On the other side of Mars, the rover Spirit used its "rock abrasion tool," or RAT, over the weekend to bore 2 to 3 millimeters into the rock nicknamed Adirondack to study its mineral composition.
Initial analysis confirmed an earlier theory the rock is volcanic in origin.
That rover has now started a slow trek to a nearby crater called Bonneville.
Opportunity is situated in an area of Mars called Meridiani Planum.
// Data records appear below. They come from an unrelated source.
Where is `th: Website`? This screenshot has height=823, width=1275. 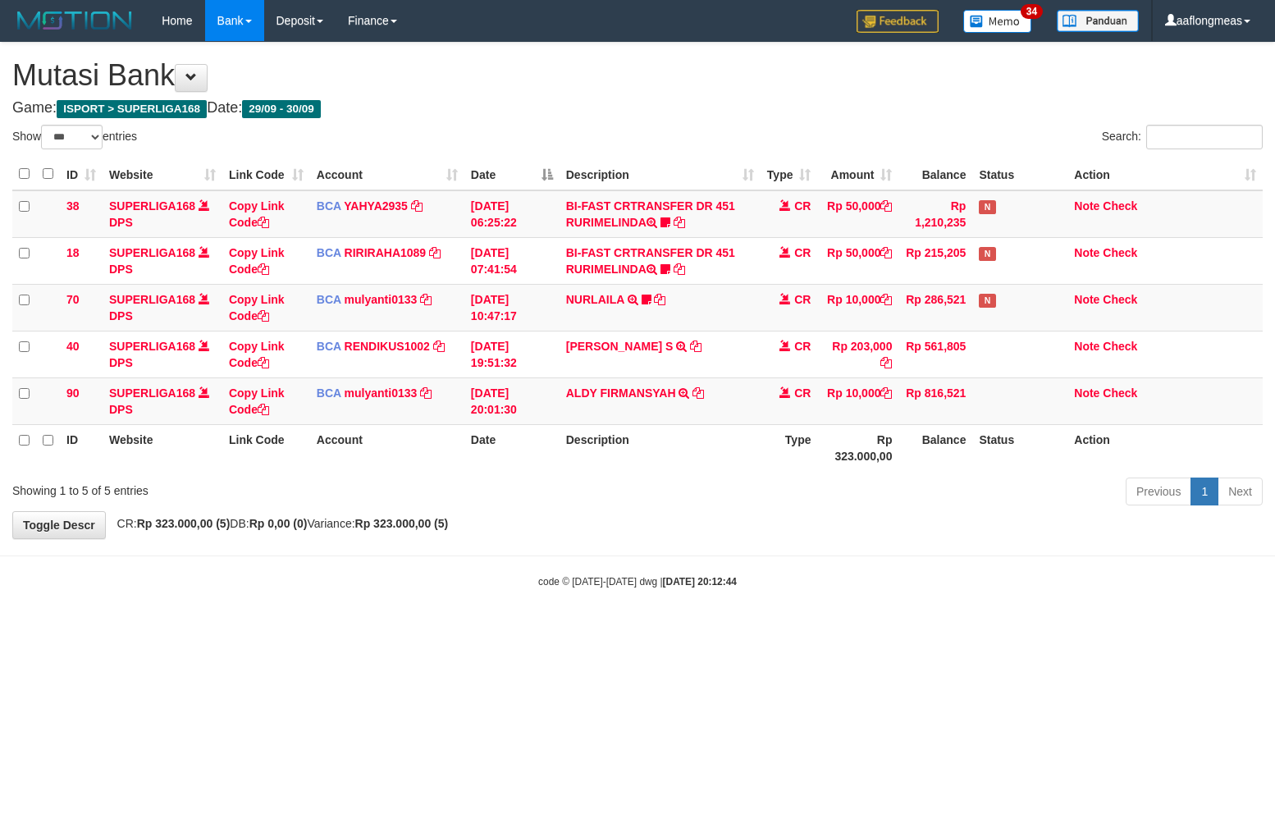 th: Website is located at coordinates (162, 447).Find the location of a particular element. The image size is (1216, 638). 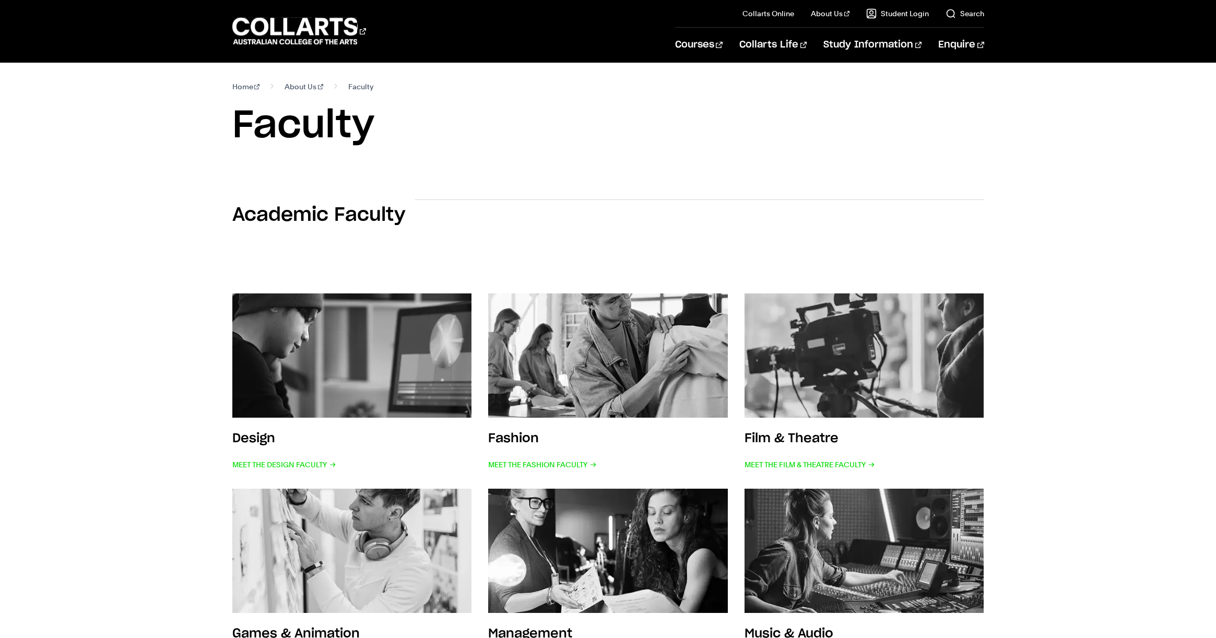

It landed there just over two weeks ago and began sending back images showing exposed bedrock in the vicinity -- scientific paydirt for scientists who have likened Opportunity and its twin, Spirit, to robotic geologists.
The rovers' mission is to study rocks and soil in an effort to determine whether the cold, desert world was once a warm, wet planet.
Spirit landed on Mars just over a month ago and has been exploring an area on the other side of the planet called the Gusev Crater.
It successfully rolled off its lander this month, but was plagued with onboard computer malfunctions that for a time threatened to end its mission prematurely.
Mission controllers say it is now functioning normally.
Both rovers are equipped with eight cameras that are providing stunning panoramas of the Martian surface, with resolutions so sharp they retain crisp detail when blown up to the size of a movie screen.
Their microscopes, spectrometers and drills could unlock geologic secrets from billions of years ago, when, scientists think, the planet may have had conditions more suitable for Earth-like life.